You Know Your Work Is Irrelevant When . . .
Oh god, performance art is so 1983:
At slack tide off Red Hook, Brooklyn, there are usually lots of things floating in the water, most of which you would not want to touch without the help of a good hazmat suit. But just after sunrise yesterday, something truly strange was bobbing there in the shallows near Pier 41: a submarine fashioned almost completely from wood, and inside it a man with an obsession.
The man, Duke Riley, a heavily tattooed Brooklyn artist whose waterborne performance projects around New York have frequently landed him in trouble with the authorities, spent the last five months building the vessel as a rough replica of what is believed to have been America’s first submarine, an oak sphere called the Turtle, said to have seen action in New York Harbor during the Revolutionary War.
Mr. Riley’s plan was also military, in a sense — though mostly metaphorical, given that he is an artist. He wanted to float north in the Buttermilk Channel to stage an incursion against the Queen Mary 2, which had just docked in Red Hook, the mission objective mostly just to get close enough to the ship to videotape himself against its immensity for a coming gallery show.
But when his sub was stopped by a New York City police boat around 10 a.m., the outcome was not metaphorical at all: Mr. Riley, 35, and two friends who had helped tow him were taken into custody by a phalanx of law enforcement officials, and their excursion briefly raised fears that a terrorist attack might have been under way.
. . .
Mr. Kelly said a New York police detective assigned to the department’s intelligence division who was aboard the Queen Mary 2 yesterday morning first spotted what looked like a hobby-shop submarine towed by a flimsy rubber raft manned by Mr. Riley’s two friends. He called the department’s harbor patrol, which dispatched three boats to the scene along with a helicopter, joined later by the Coast Guard and a hazardous-materials truck.
Still, Mr. Riley, who emerged from his rusty hatch without the tall-boy can of beer he had taken into his vessel when it launched about 9:15, managed to make it to within about 200 feet of the bow of the ship, at a time when officials say harbor security is a critical factor in guarding against terrorism. From a nearby pier, several of his friends and his art dealers shouted congratulations through a chain-link fence.
The only thing funny about this is that early reports — see, for example — had Riley’s name listed as “Philip Rey,” of G.I. Joe fame.
Earlier: Oh Those Mischievous Mariners . . .
Posted: August 4th, 2007 | Filed under: Crap Your Pants Say Yeah!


(YOUR TASK)
Every line that contains the word "name" is to be copied from the listing.

**********

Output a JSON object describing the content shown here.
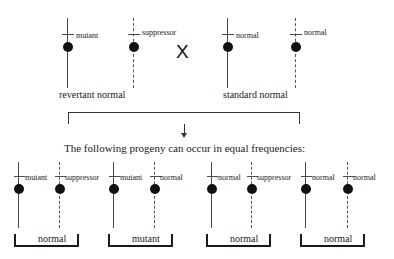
{
  "figure": {
    "caption_middle": "The following progeny can occur in equal frequencies:",
    "cross_symbol": "X"
  },
  "parents": [
    {
      "name": "revertant-normal",
      "label": "revertant normal",
      "chromosomes": [
        {
          "allele": "mutant",
          "style": "solid"
        },
        {
          "allele": "suppressor",
          "style": "dashed"
        }
      ]
    },
    {
      "name": "standard-normal",
      "label": "standard normal",
      "chromosomes": [
        {
          "allele": "normal",
          "style": "solid"
        },
        {
          "allele": "normal",
          "style": "dashed"
        }
      ]
    }
  ],
  "progeny": [
    {
      "name": "progeny-1",
      "phenotype": "normal",
      "chromosomes": [
        {
          "allele": "mutant",
          "style": "solid"
        },
        {
          "allele": "suppressor",
          "style": "dashed"
        }
      ]
    },
    {
      "name": "progeny-2",
      "phenotype": "mutant",
      "chromosomes": [
        {
          "allele": "mutant",
          "style": "solid"
        },
        {
          "allele": "normal",
          "style": "dashed"
        }
      ]
    },
    {
      "name": "progeny-3",
      "phenotype": "normal",
      "chromosomes": [
        {
          "allele": "normal",
          "style": "solid"
        },
        {
          "allele": "suppressor",
          "style": "dashed"
        }
      ]
    },
    {
      "name": "progeny-4",
      "phenotype": "normal",
      "chromosomes": [
        {
          "allele": "normal",
          "style": "solid"
        },
        {
          "allele": "normal",
          "style": "dashed"
        }
      ]
    }
  ],
  "colors": {
    "ink": "#1a1a1a",
    "line": "#4a4a4a",
    "dot": "#111111",
    "bracket": "#333333"
  }
}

**********

(REPLY TO THE EXERCISE)
      "name": "revertant-normal",
      "name": "standard-normal",
      "name": "progeny-1",
      "name": "progeny-2",
      "name": "progeny-3",
      "name": "progeny-4",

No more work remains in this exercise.